I’m curious now whether and how the agreement theorem holds in cases where the environment includes agents that are selectively presenting different evidence to different rational observers. You’d think that’d ruin the result along the same lines as the no free lunch theorems.
If they’re presenting false evidence and are otherwise indistinguishable from truth-tellers, then I would guess that agreement would fall a lot or cease to happen; if they’re the equivalent of random noise, then I’m not sure what would happen, but probably bad stuff if we go by Hanson’s paper on communicating rare evidence; and if they’re merely being selective about evidence, you can still infer stuff from their reports (the Bullock thesis in my backfire effect page would be relevant here).
(This is obvious, but it took me a bit to explicitly notice: deceptive agents in the environment is exactly the same formally speaking as irrational agents in the notionally Bayesian community, so of course the agreement theorem doesn’t apply.)
I’m curious now whether and how the agreement theorem holds in cases where the environment includes agents that are selectively presenting different evidence to different rational observers.

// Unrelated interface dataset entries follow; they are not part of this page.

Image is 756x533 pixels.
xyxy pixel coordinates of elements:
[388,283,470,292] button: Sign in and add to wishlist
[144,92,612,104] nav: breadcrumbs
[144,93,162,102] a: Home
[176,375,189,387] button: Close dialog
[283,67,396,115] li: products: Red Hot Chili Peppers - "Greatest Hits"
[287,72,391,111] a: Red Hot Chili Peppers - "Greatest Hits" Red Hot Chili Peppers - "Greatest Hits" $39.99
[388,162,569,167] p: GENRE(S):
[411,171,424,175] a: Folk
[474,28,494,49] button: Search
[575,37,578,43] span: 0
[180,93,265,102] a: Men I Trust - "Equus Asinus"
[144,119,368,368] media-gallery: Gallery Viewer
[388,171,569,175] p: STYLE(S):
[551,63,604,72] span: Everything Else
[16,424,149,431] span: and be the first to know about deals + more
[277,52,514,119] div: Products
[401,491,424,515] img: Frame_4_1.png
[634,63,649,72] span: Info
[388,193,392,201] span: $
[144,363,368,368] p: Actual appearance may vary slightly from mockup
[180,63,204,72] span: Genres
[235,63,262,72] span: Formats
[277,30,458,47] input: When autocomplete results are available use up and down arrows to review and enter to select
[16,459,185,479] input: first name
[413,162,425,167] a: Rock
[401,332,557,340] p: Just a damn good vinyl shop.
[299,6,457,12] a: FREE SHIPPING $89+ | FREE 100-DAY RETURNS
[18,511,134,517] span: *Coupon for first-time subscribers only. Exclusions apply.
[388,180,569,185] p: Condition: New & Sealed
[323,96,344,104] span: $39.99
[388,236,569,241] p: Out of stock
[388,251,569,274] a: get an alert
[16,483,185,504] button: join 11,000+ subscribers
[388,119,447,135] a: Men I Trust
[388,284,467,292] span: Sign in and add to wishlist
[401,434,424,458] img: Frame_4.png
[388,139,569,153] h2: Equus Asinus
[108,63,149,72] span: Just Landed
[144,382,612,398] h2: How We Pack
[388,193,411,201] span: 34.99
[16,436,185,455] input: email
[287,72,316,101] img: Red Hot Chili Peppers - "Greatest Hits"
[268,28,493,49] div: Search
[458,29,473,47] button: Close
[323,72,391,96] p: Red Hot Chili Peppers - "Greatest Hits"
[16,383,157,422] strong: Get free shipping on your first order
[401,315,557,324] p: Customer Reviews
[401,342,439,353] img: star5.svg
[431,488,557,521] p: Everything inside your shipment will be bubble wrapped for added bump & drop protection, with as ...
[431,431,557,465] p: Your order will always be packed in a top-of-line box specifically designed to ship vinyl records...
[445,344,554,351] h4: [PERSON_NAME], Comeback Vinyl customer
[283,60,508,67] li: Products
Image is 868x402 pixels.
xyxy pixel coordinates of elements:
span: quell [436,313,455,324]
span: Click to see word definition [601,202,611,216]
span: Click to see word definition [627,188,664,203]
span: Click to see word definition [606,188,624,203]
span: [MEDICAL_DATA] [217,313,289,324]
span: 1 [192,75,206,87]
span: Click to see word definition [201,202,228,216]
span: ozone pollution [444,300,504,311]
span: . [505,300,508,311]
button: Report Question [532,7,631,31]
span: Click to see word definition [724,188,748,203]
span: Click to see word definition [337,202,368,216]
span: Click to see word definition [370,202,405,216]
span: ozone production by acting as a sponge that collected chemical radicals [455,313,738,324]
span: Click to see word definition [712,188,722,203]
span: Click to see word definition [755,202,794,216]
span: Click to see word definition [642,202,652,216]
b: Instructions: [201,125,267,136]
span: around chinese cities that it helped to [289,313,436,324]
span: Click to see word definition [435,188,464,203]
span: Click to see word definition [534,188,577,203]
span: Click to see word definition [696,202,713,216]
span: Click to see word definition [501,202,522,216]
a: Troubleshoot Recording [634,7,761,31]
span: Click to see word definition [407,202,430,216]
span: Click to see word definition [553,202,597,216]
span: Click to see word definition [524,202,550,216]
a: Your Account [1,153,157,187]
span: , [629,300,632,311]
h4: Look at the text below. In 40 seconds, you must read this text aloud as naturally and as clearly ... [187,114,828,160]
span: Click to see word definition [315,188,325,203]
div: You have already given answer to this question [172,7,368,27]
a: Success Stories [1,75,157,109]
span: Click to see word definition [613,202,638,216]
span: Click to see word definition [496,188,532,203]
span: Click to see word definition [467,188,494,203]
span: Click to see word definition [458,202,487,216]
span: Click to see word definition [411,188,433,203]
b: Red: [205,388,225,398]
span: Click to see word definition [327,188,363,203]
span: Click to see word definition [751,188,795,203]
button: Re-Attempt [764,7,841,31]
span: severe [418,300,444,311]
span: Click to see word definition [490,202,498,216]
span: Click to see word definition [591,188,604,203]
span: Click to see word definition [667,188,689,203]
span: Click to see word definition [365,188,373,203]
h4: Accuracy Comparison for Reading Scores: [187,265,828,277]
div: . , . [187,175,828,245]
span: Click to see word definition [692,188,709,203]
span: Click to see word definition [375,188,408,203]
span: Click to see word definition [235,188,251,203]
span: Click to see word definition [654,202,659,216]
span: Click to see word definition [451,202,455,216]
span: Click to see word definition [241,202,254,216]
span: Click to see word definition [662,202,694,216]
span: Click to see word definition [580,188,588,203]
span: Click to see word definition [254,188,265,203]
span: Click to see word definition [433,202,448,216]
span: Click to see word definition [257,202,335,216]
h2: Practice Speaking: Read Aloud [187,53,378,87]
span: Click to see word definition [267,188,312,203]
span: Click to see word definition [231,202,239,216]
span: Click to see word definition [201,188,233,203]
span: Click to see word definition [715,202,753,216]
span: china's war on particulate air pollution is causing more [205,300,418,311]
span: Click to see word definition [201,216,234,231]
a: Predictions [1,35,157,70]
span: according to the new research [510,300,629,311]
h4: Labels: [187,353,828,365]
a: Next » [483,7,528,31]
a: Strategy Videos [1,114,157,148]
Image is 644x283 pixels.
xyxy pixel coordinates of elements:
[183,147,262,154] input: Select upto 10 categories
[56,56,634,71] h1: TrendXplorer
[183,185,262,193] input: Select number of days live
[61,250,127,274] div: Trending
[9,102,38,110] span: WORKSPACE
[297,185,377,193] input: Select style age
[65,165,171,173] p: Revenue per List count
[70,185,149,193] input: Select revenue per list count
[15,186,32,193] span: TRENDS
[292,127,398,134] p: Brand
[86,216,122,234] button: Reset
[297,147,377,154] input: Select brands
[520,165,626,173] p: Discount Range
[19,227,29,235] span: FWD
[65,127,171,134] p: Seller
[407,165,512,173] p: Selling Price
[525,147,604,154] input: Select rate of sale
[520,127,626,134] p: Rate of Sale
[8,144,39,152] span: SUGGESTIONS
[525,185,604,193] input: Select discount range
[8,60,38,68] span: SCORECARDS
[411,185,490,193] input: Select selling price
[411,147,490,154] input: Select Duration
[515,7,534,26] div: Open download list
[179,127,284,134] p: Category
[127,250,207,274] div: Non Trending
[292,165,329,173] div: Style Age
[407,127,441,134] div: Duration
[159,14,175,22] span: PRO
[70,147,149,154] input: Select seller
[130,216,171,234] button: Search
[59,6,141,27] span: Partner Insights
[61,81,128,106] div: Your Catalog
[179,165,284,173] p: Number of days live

You’d think that’d ruin the result along the same lines as the no free lunch theorems.
If they’re presenting false evidence and are otherwise indistinguishable from truth-tellers, then I would guess that agreement would fall a lot or cease to happen; if they’re the equivalent of random noise, then I’m not sure what would happen, but probably bad stuff if we go by Hanson’s paper on communicating rare evidence; and if they’re merely being selective about evidence, you can still infer stuff from their reports (the Bullock thesis in my backfire effect page would be relevant here).
(This is obvious, but it took me a bit to explicitly notice: deceptive agents in the environment is exactly the same formally speaking as irrational agents in the notionally Bayesian community, so of course the agreement theorem doesn’t apply.)